Ben Shahn: An Artist's Life

FROM THE PUBLISHER

Ben Shahn's presence as an artist through several decades of American life was as pervasive as that of any other painter of his time. Beginning in the 30s, he created bold and powerful paintings of often controversial subjects, and in particular his portraits of Sacco and Vanzetti caused a storm whenever they were exhibited. After working as an assistant to Diego Rivera on the ill-fated Rockefeller Center mural, he began creating his own arresting murals - in Washington, New York, and New Jersey - which are among the finest such works ever painted in this country. He also excelled as a photographer as one of the distinguished group known as the FSA photographers, which included Dorothea Lange and his close friend Walker Evans. During World War II, he produced some of the most striking end effective propaganda posters, before returning again to painting, always choosing subjects that touched a nerve and were just as often politically powerful. Shahn also entered the world of advertising, but completely on his own terms, and was respected for it. His life was always involved directly with his times, and he was a member of the intellectual community throughout his career, as well as a courageous political activist. His unique, unforgettable work won him shows in museums all over America, including the Museum of Modern Art. Ben Shahn is the first complete life of the artist, and it is illustrated throughout with his photographs, pictures, and paintings.

FROM THE CRITICS

David Cohen

...Greenfeld's approach scrupulously balances the personal and the political to provide a rounded portrait....[The] book gives a convincing sense of a determined individual making his mark....Readers are left to infer for themselves a connection between his personal angst and his affinity with the oppressed. —The New York Times Book Review

Publishers Weekly

The centenary of socially conscious artist Ben Shahn's birth brings at least two salutes: an upcoming exhibition at New York's Jewish Museum and Greenfeld's (The Devil and Dr. Barnes) competent if workmanlike biography. "I hate injustice," Shahn (1898-1968) told an interviewer in 1944. "I've hated it ever since I read a story in school." That troubling biblical story of an unjust God is not the only influence that Greenfeld, the founder of Orion Press and a friend of Shahn's in the artist's later years, traces to his subject's youth. Explaining Shahn's graphic style of blending art and words, Greenfeld recalls the artist's childhood in Lithuania when, too poor to buy paper, he sketched in the margins of books.
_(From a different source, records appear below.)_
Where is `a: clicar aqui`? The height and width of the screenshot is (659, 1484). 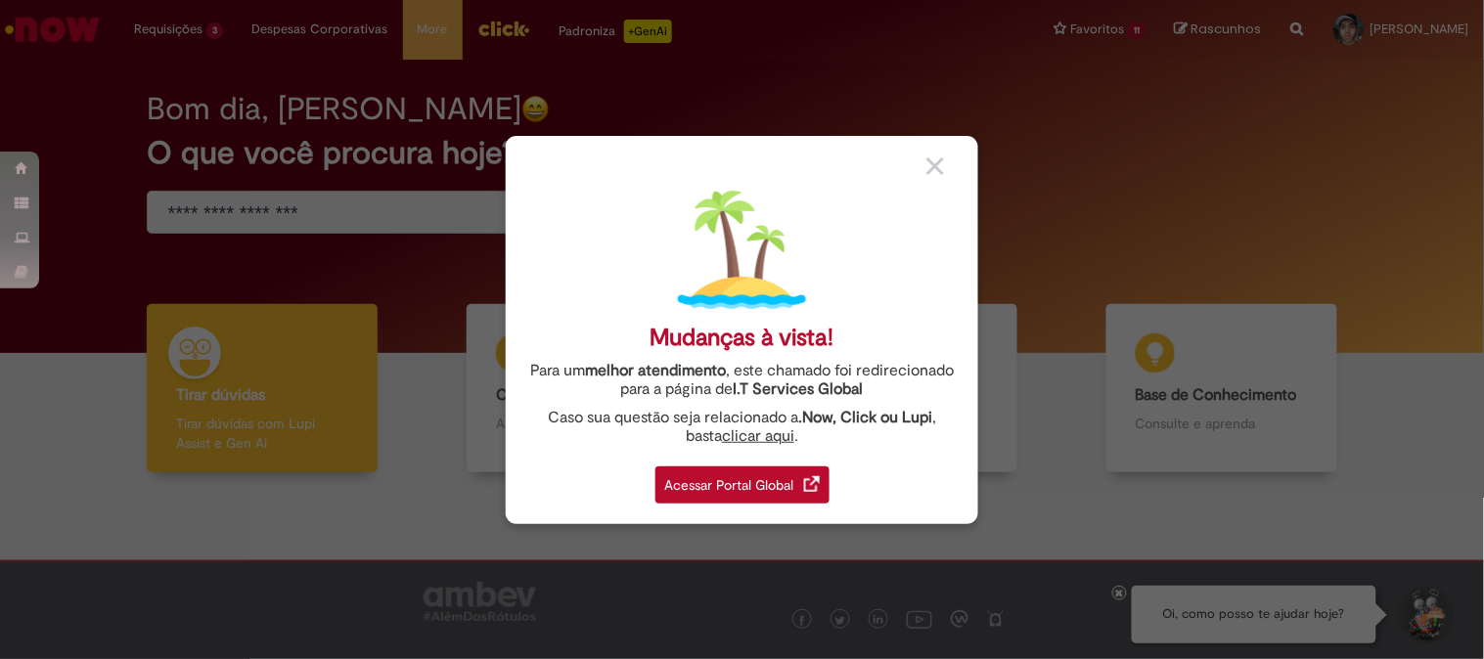 a: clicar aqui is located at coordinates (758, 430).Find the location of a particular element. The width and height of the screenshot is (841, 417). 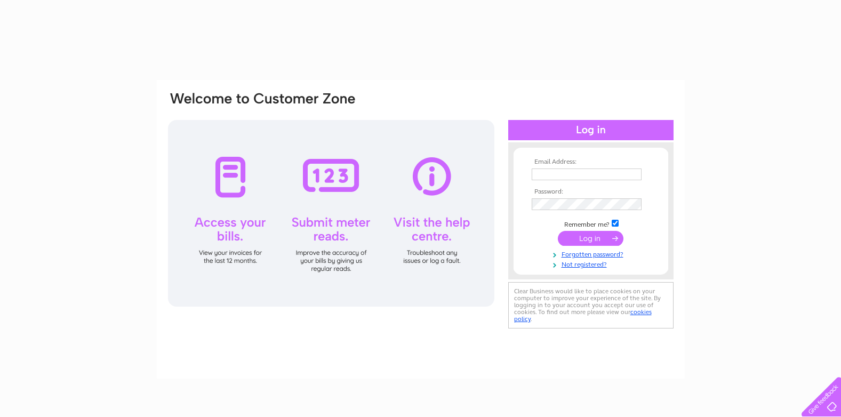

td: Remember me? is located at coordinates (591, 223).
Once in the U.S., Shahn parlayed this skill into work as a commercial lithographer. His first steps as an independent artist coincided with the Depression, so Shahn's early career relied heavily on the Roosevelt administration's visionary schemes, described admirably by Greenfeld. In 1931, Shahn mixed social protest and art in a series that would set his course and make his reputation--The Passion of Sacco and Vanzetti. Although Greenfeld includes stories of Shahn's failed first marriage and his troubles during the Red Scare, the real human touches are rare (as in the description of Shahn's second wife baking a great many angel food cakes while helping her husband complete an egg tempera mural for a Bronx post office). Also, while Greenfeld repeats Clement Greenberg's charge that Shahn's work was "rarely effective beyond a surface facility," he offers little other critical analysis. For the biography of an artist usually associated with fiery commitment, this has a wooden, even perfunctory tone. Illustrations not seen by PW. (Nov.) FYI: In December, Princeton Unversity Press will publish Common Man, Mythic Vision: The Paintings of Ben Shahn, a companion to the exhibition at the Jewish Museum. ($45 197p ISBN 0-691-00406-4)

Library Journal

Ben Shahn (1898-1969) is among the most important American artists of this century. In this first illustrated biography of Shahn's full career, Greenfeld, founder of Orion Press and a friend of Shahn in his later years, traces the artist's life from his birth in Lithuania through his emigration to the United States at age eight, his early apprenticeship as a commercial lithographer, and his involvement with social causes in the 1920s and 1930s. Shahn's important work for various New Deal art projects (as an administrator, painter, muralist, and photographer) is explored in great detail. Making extensive use of archival sources and with the cooperation of Shahn's widow, the artist Bernarda Bryson Shahn, Greenfeld illuminates diverse aspects of Shahn's life. While placing Shahn's work in the context of contemporary American art (Shahn eschewed the abstract trends that periodically swept over his compatriots), Greenfeld also explores the often unpleasant but revealing circumstances of his personal life. Highly recommended for collections with an interest in American art or 20th-century biography.--Martin R. Kalfatovic, Smithsonian Institution Libs., Washington, DC

David Cohen

...Greenfeld's approach scrupulously balances the personal and the political to provide a rounded portrait....[The] book gives a convincing sense of a determined individual making his mark....Readers are left to infer for themselves a connection between his personal angst and his affinity with the oppressed. -- The New York Times Book Review

Kirkus Reviews

Although he knew Ben Shahn, had access to his papers, and spent many hours interviewing his widow and adult children, Greenfeld's biography remains curiously dispassionate.